Real-time LUT-based network topologies for dynamic and partial FPGA self-reconfiguration
SBCCI '04 Proceedings of the 17th symposium on Integrated circuits and system design
Devil: an IDL for hardware programming
OSDI'00 Proceedings of the 4th conference on Symposium on Operating System Design & Implementation - Volume 4
Concierge: a service platform for resource-constrained devices
Proceedings of the 2nd ACM SIGOPS/EuroSys European Conference on Computer Systems 2007
Liquid Metal: Object-Oriented Programming Across the Hardware/Software Boundary
ECOOP '08 Proceedings of the 22nd European conference on Object-Oriented Programming
Hi-index | 0.00 |
Reprogrammable hardware like Field-Programmable Gate Arrays (FPGAs) is becoming increasingly powerful and affordable. Modern FPGA chips can be reprogrammed at runtime and with low latency which makes them attractive to be used as a dynamic resource in systems. For instance, on mobile devices FPGAs can help to accelerate the performance of critical tasks and at the same time increase the energy-efficiency of the device. The integration of FPGA resources into commodity software, however, is a highly involved task. On the one hand, there is an impedance mismatch between the hardware description languages in which FPGAs are programmed and the high-level languages in which many mobile applications are nowadays developed. On the other hand, the FPGA is a limited and shared resource and as such requires explicit resource management. In this paper, we present the Juggle middleware which leverages the ideas of modularity and service-orientation to facilitate a seamless exchange of hardware and software implementations at runtime. Juggle is built around the well-established OSGi standard for software modules in Java and extends it with support for services implemented in reprogrammable hardware, thereby leveraging the same level of management for both worlds. We show that hardware-accelerated services implemented with Juggle can help to increase the performance of applications and reduce power consumption on mobile devices without requiring any changes to existing program code.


PROBLEM STATEMENT: Output the data that follows exactly, line for line.
====== SOURCE INFORMATION
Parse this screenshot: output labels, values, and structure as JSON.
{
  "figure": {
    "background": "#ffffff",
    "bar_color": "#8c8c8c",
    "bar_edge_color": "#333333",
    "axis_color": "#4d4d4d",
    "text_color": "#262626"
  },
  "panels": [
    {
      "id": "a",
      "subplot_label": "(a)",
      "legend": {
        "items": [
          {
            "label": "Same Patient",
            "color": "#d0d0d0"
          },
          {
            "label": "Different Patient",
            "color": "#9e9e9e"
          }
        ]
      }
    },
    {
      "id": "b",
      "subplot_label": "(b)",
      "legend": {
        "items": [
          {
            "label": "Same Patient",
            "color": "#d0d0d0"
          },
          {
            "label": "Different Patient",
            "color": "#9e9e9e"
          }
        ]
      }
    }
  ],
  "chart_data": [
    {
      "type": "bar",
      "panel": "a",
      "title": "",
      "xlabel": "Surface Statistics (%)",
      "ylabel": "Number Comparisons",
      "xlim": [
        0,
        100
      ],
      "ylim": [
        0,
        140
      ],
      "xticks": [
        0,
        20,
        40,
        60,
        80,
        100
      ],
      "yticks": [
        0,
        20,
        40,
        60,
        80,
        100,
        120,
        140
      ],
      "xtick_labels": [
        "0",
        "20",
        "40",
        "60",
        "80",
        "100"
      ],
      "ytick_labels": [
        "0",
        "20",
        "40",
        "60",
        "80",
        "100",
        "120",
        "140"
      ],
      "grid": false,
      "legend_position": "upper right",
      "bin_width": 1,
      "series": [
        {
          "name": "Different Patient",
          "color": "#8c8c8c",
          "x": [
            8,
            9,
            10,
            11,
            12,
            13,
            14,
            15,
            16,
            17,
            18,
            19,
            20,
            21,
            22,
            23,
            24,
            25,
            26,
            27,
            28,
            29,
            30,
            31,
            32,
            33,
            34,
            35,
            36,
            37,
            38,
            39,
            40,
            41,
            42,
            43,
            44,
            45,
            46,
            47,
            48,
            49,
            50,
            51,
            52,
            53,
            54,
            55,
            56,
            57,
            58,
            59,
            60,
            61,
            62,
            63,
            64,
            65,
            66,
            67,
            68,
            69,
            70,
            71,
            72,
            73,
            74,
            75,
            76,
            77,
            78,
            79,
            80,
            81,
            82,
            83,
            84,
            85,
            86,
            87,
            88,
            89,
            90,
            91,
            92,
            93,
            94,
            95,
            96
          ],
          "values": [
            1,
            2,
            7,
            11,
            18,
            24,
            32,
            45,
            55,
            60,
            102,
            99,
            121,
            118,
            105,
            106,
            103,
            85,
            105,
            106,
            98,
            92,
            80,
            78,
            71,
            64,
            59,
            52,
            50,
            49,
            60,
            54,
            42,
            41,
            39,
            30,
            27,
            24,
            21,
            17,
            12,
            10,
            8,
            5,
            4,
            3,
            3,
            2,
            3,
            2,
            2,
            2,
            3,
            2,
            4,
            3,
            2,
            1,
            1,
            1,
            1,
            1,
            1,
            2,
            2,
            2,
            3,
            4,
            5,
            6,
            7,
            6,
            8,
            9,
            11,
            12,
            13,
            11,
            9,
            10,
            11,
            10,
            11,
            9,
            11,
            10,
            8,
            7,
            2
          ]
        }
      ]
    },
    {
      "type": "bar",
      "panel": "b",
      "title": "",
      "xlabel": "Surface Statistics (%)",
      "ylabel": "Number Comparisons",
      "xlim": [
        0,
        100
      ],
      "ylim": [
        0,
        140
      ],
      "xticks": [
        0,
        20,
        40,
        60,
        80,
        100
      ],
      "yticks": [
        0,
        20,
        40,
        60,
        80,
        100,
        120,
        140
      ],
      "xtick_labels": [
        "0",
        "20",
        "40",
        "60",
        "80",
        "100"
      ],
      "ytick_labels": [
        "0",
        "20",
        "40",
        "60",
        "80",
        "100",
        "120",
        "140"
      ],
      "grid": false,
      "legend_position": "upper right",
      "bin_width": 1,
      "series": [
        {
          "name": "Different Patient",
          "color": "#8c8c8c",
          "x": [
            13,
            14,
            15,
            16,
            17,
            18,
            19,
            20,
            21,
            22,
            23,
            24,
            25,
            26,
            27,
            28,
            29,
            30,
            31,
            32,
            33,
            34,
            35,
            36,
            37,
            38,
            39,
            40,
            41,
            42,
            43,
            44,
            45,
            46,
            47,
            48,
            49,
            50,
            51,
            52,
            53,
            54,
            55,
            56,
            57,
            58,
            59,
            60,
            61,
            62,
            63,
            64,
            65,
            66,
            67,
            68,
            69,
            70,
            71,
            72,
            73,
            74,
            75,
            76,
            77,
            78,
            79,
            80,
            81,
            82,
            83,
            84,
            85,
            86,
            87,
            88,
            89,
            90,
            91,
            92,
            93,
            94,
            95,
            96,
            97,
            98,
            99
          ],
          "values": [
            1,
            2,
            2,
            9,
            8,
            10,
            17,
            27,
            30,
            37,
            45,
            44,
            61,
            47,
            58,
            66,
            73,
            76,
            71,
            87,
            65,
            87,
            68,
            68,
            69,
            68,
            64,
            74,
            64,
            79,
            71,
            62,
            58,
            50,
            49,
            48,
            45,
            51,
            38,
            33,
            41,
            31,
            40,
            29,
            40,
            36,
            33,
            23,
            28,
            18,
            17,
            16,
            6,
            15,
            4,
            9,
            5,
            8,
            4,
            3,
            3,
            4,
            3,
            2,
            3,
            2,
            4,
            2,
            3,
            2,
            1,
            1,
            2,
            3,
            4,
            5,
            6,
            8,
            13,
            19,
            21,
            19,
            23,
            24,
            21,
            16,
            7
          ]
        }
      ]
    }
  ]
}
============
OUTPUT BELOW:
Parse this screenshot: output labels, values, and structure as JSON.
{
  "figure": {
    "background": "#ffffff",
    "bar_color": "#8c8c8c",
    "bar_edge_color": "#333333",
    "axis_color": "#4d4d4d",
    "text_color": "#262626"
  },
  "panels": [
    {
      "id": "a",
      "subplot_label": "(a)",
      "legend": {
        "items": [
          {
            "label": "Same Patient",
            "color": "#d0d0d0"
          },
          {
            "label": "Different Patient",
            "color": "#9e9e9e"
          }
        ]
      }
    },
    {
      "id": "b",
      "subplot_label": "(b)",
      "legend": {
        "items": [
          {
            "label": "Same Patient",
            "color": "#d0d0d0"
          },
          {
            "label": "Different Patient",
            "color": "#9e9e9e"
          }
        ]
      }
    }
  ],
  "chart_data": [
    {
      "type": "bar",
      "panel": "a",
      "title": "",
      "xlabel": "Surface Statistics (%)",
      "ylabel": "Number Comparisons",
      "xlim": [
        0,
        100
      ],
      "ylim": [
        0,
        140
      ],
      "xticks": [
        0,
        20,
        40,
        60,
        80,
        100
      ],
      "yticks": [
        0,
        20,
        40,
        60,
        80,
        100,
        120,
        140
      ],
      "xtick_labels": [
        "0",
        "20",
        "40",
        "60",
        "80",
        "100"
      ],
      "ytick_labels": [
        "0",
        "20",
        "40",
        "60",
        "80",
        "100",
        "120",
        "140"
      ],
      "grid": false,
      "legend_position": "upper right",
      "bin_width": 1,
      "series": [
        {
          "name": "Different Patient",
          "color": "#8c8c8c",
          "x": [
            8,
            9,
            10,
            11,
            12,
            13,
            14,
            15,
            16,
            17,
            18,
            19,
            20,
            21,
            22,
            23,
            24,
            25,
            26,
            27,
            28,
            29,
            30,
            31,
            32,
            33,
            34,
            35,
            36,
            37,
            38,
            39,
            40,
            41,
            42,
            43,
            44,
            45,
            46,
            47,
            48,
            49,
            50,
            51,
            52,
            53,
            54,
            55,
            56,
            57,
            58,
            59,
            60,
            61,
            62,
            63,
            64,
            65,
            66,
            67,
            68,
            69,
            70,
            71,
            72,
            73,
            74,
            75,
            76,
            77,
            78,
            79,
            80,
            81,
            82,
            83,
            84,
            85,
            86,
            87,
            88,
            89,
            90,
            91,
            92,
            93,
            94,
            95,
            96
          ],
          "values": [
            1,
            2,
            7,
            11,
            18,
            24,
            32,
            45,
            55,
            60,
            102,
            99,
            121,
            118,
            105,
            106,
            103,
            85,
            105,
            106,
            98,
            92,
            80,
            78,
            71,
            64,
            59,
            52,
            50,
            49,
            60,
            54,
            42,
            41,
            39,
            30,
            27,
            24,
            21,
            17,
            12,
            10,
            8,
            5,
            4,
            3,
            3,
            2,
            3,
            2,
            2,
            2,
            3,
            2,
            4,
            3,
            2,
            1,
            1,
            1,
            1,
            1,
            1,
            2,
            2,
            2,
            3,
            4,
            5,
            6,
            7,
            6,
            8,
            9,
            11,
            12,
            13,
            11,
            9,
            10,
            11,
            10,
            11,
            9,
            11,
            10,
            8,
            7,
            2
          ]
        }
      ]
    },
    {
      "type": "bar",
      "panel": "b",
      "title": "",
      "xlabel": "Surface Statistics (%)",
      "ylabel": "Number Comparisons",
      "xlim": [
        0,
        100
      ],
      "ylim": [
        0,
        140
      ],
      "xticks": [
        0,
        20,
        40,
        60,
        80,
        100
      ],
      "yticks": [
        0,
        20,
        40,
        60,
        80,
        100,
        120,
        140
      ],
      "xtick_labels": [
        "0",
        "20",
        "40",
        "60",
        "80",
        "100"
      ],
      "ytick_labels": [
        "0",
        "20",
        "40",
        "60",
        "80",
        "100",
        "120",
        "140"
      ],
      "grid": false,
      "legend_position": "upper right",
      "bin_width": 1,
      "series": [
        {
          "name": "Different Patient",
          "color": "#8c8c8c",
          "x": [
            13,
            14,
            15,
            16,
            17,
            18,
            19,
            20,
            21,
            22,
            23,
            24,
            25,
            26,
            27,
            28,
            29,
            30,
            31,
            32,
            33,
            34,
            35,
            36,
            37,
            38,
            39,
            40,
            41,
            42,
            43,
            44,
            45,
            46,
            47,
            48,
            49,
            50,
            51,
            52,
            53,
            54,
            55,
            56,
            57,
            58,
            59,
            60,
            61,
            62,
            63,
            64,
            65,
            66,
            67,
            68,
            69,
            70,
            71,
            72,
            73,
            74,
            75,
            76,
            77,
            78,
            79,
            80,
            81,
            82,
            83,
            84,
            85,
            86,
            87,
            88,
            89,
            90,
            91,
            92,
            93,
            94,
            95,
            96,
            97,
            98,
            99
          ],
          "values": [
            1,
            2,
            2,
            9,
            8,
            10,
            17,
            27,
            30,
            37,
            45,
            44,
            61,
            47,
            58,
            66,
            73,
            76,
            71,
            87,
            65,
            87,
            68,
            68,
            69,
            68,
            64,
            74,
            64,
            79,
            71,
            62,
            58,
            50,
            49,
            48,
            45,
            51,
            38,
            33,
            41,
            31,
            40,
            29,
            40,
            36,
            33,
            23,
            28,
            18,
            17,
            16,
            6,
            15,
            4,
            9,
            5,
            8,
            4,
            3,
            3,
            4,
            3,
            2,
            3,
            2,
            4,
            2,
            3,
            2,
            1,
            1,
            2,
            3,
            4,
            5,
            6,
            8,
            13,
            19,
            21,
            19,
            23,
            24,
            21,
            16,
            7
          ]
        }
      ]
    }
  ]
}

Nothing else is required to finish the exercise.